The will is the living principle of the rational soul, is indeed itself reason, when purely and simply apprehended. That reason is itself active, means, that the pure will, as such, rules and is effectual. The infinite reason alone lies immediately and entirely in the purely spiritual order. The finite being lives necessarily at the same time in a sensuous order; that is to say, in one which presents to him other objects than those of pure reason; a material object, to be advanced by instruments and powers, standing indeed under the immediate command of the will, but whose efficacy is conditional also on its own natural laws.
But it is better to assume principles less in number and finite, as Empedocles makes them to be. All philosophers... make principles to be contraries... (for Parmenides makes principles to be hot and cold, and these he demominates fire and earth) as those who introduce as principles the rare and the dense. But Democritus makes the principles to be the solid and the void; of which the former, he says, has the relation of being, and the latter of non-being. ...it is necessary that principles should be neither produced from each other, nor from other things; and that from these all things should be generated. But these requisites are inherent in the first contraries: for, because they are first, they are not from other things; and because they are contraries, they are not from each other.
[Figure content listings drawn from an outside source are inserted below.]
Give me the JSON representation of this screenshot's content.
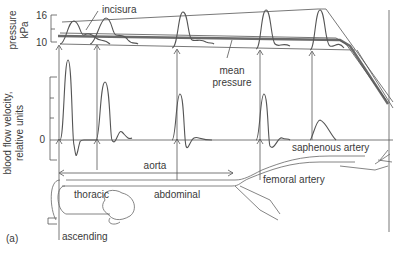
{
  "figure": {
    "panel_label": "(a)",
    "pressure_axis": {
      "label_line1": "pressure",
      "label_line2": "kPa",
      "tick_high": "16",
      "tick_low": "10"
    },
    "velocity_axis": {
      "label_line1": "blood flow velocity,",
      "label_line2": "relative units",
      "tick_zero": "0"
    },
    "annotations": {
      "incisura": "incisura",
      "mean_pressure_line1": "mean",
      "mean_pressure_line2": "pressure"
    },
    "anatomy_labels": {
      "aorta": "aorta",
      "thoracic": "thoracic",
      "abdominal": "abdominal",
      "ascending": "ascending",
      "femoral": "femoral artery",
      "saphenous": "saphenous artery"
    },
    "measurement_sites": [
      "ascending",
      "thoracic",
      "abdominal",
      "femoral artery",
      "saphenous artery"
    ],
    "colors": {
      "line": "#555555",
      "mean_pressure": "#6a6a6a",
      "text": "#3a3a3a",
      "background": "#ffffff"
    }
  }
}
Childhood may be defined as the age of play; therefore some children are never young, and some adults are never old.
For each new class which puts itself in the place of one ruling before it, is compelled, merely in order to carry through its aim, to represent its interests the common interest of all the members of society, that is, sality, and represent them as the only rational, universally valid ones. The class making a revolution appears from the very start, if only because it is opposed to a class, not as a class but as the representative of the whole of society; it appears as the whole mass of society confronting the one ruling class.
The typical Westerner wishes to be the cause of as many changes as possible in his environment; the typical Chinaman wishes to enjoy as much and as delicately as possible.
The Outsider's case against society is very clear. All men and women have these dangerous, unnamable impulses, yet they keep up a pretense, to themselves, to others; their respectability, their philosophy, their religion, are all attempts to gloss over, to make civilized and rational something that is savage, unorganized, irrational. He is an Outsider because he stands for truth.
1. Find a subject you care about.2. Do not ramble, though.3. Keep it simple.4. Have the guts to cut.5. Sound like yourself.6. Say what you mean to say.7. Pity the readers.